Layout / body structure
The visual reads from left to right across three ownership stages: the total pool of delisted public companies on the left, ownership status at the time of delisting in the middle, and the later ownership outcome on the right.
What is being compared
It compares where UK public companies delisted since 2016 ended up after going private, broken out by private-equity, corporate, and mixed-ownership paths.
Measurement system
The values are counts of companies as of December 2023, and ribbon width visually represents how many companies flow from one ownership bucket into the next.

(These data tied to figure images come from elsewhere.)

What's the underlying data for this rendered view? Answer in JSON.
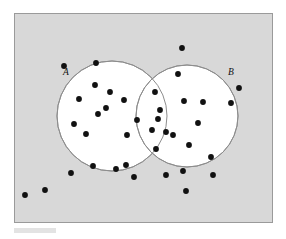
{
  "figure": {
    "name": "venn-diagram-two-sets",
    "type": "venn",
    "title": "",
    "frame": {
      "x": 14,
      "y": 13,
      "width": 258,
      "height": 209,
      "fill": "#d8d8d8",
      "stroke": "#9a9a9a",
      "stroke_width": 1
    },
    "background": "#ffffff",
    "caption_bar": {
      "visible": true,
      "color": "#e3e3e3"
    }
  },
  "chart_data": {
    "type": "venn",
    "title": "",
    "xlabel": "",
    "ylabel": "",
    "sets": [
      {
        "id": "A",
        "label": "A",
        "label_x": 66,
        "label_y": 75,
        "cx": 112,
        "cy": 116,
        "r": 55,
        "fill": "#ffffff",
        "stroke": "#8d8d8d"
      },
      {
        "id": "B",
        "label": "B",
        "label_x": 231,
        "label_y": 75,
        "cx": 187,
        "cy": 116,
        "r": 51,
        "fill": "#ffffff",
        "stroke": "#8d8d8d"
      }
    ],
    "dot_style": {
      "radius": 2.9,
      "color": "#111111"
    },
    "counts": {
      "only_a": 12,
      "only_b": 11,
      "intersection": 5,
      "outside": 11,
      "total": 39
    },
    "points": [
      {
        "x": 64,
        "y": 66,
        "region": "outside"
      },
      {
        "x": 96,
        "y": 63,
        "region": "outside"
      },
      {
        "x": 182,
        "y": 48,
        "region": "outside"
      },
      {
        "x": 239,
        "y": 88,
        "region": "outside"
      },
      {
        "x": 45,
        "y": 190,
        "region": "outside"
      },
      {
        "x": 71,
        "y": 173,
        "region": "outside"
      },
      {
        "x": 134,
        "y": 177,
        "region": "outside"
      },
      {
        "x": 186,
        "y": 191,
        "region": "outside"
      },
      {
        "x": 213,
        "y": 175,
        "region": "outside"
      },
      {
        "x": 25,
        "y": 195,
        "region": "outside"
      },
      {
        "x": 166,
        "y": 175,
        "region": "outside"
      },
      {
        "x": 95,
        "y": 85,
        "region": "only_a"
      },
      {
        "x": 110,
        "y": 92,
        "region": "only_a"
      },
      {
        "x": 79,
        "y": 99,
        "region": "only_a"
      },
      {
        "x": 124,
        "y": 100,
        "region": "only_a"
      },
      {
        "x": 98,
        "y": 114,
        "region": "only_a"
      },
      {
        "x": 74,
        "y": 124,
        "region": "only_a"
      },
      {
        "x": 86,
        "y": 134,
        "region": "only_a"
      },
      {
        "x": 127,
        "y": 135,
        "region": "only_a"
      },
      {
        "x": 93,
        "y": 166,
        "region": "only_a"
      },
      {
        "x": 126,
        "y": 165,
        "region": "only_a"
      },
      {
        "x": 116,
        "y": 169,
        "region": "only_a"
      },
      {
        "x": 106,
        "y": 108,
        "region": "only_a"
      },
      {
        "x": 178,
        "y": 74,
        "region": "only_b"
      },
      {
        "x": 184,
        "y": 101,
        "region": "only_b"
      },
      {
        "x": 203,
        "y": 102,
        "region": "only_b"
      },
      {
        "x": 231,
        "y": 103,
        "region": "only_b"
      },
      {
        "x": 173,
        "y": 135,
        "region": "only_b"
      },
      {
        "x": 189,
        "y": 145,
        "region": "only_b"
      },
      {
        "x": 211,
        "y": 157,
        "region": "only_b"
      },
      {
        "x": 183,
        "y": 171,
        "region": "only_b"
      },
      {
        "x": 166,
        "y": 132,
        "region": "only_b"
      },
      {
        "x": 160,
        "y": 110,
        "region": "only_b"
      },
      {
        "x": 198,
        "y": 123,
        "region": "only_b"
      },
      {
        "x": 155,
        "y": 92,
        "region": "intersection"
      },
      {
        "x": 137,
        "y": 120,
        "region": "intersection"
      },
      {
        "x": 158,
        "y": 119,
        "region": "intersection"
      },
      {
        "x": 152,
        "y": 130,
        "region": "intersection"
      },
      {
        "x": 156,
        "y": 149,
        "region": "intersection"
      }
    ],
    "grid": false,
    "legend": "none"
  }
}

Visible structure inside the graphic
A broad left-hand bar for 197 public companies splits into three middle buckets – 127 private equity, 67 corporate, and 3 mixed ownership – and those middle buckets then flow into narrower right-hand outcome labels such as same PE owners, resold to PE, resold to corporate, UK corporate owners, rest-of-world corporate owners, same mixed ownership, public, and out of business.
Main takeaway from the visual
The diagram makes the lock-in effect unmistakable: once these companies go private, almost none return to public ownership, and most of the flow stays inside private-equity or corporate ownership channels instead.
Key standout values or extremes
The single largest outcome is 107 companies remaining with the same PE owners, 35 end with rest-of-world corporate owners, 25 with UK corporate owners, and only 2 companies return to public ownership out of the entire group of 197 delisted companies.
Controls / sequence, when applicable
This is a static chart image with no in-chart controls to operate.
Companion media, when applicable
There is no separate companion audio or video; the chart image is the full visual on this page.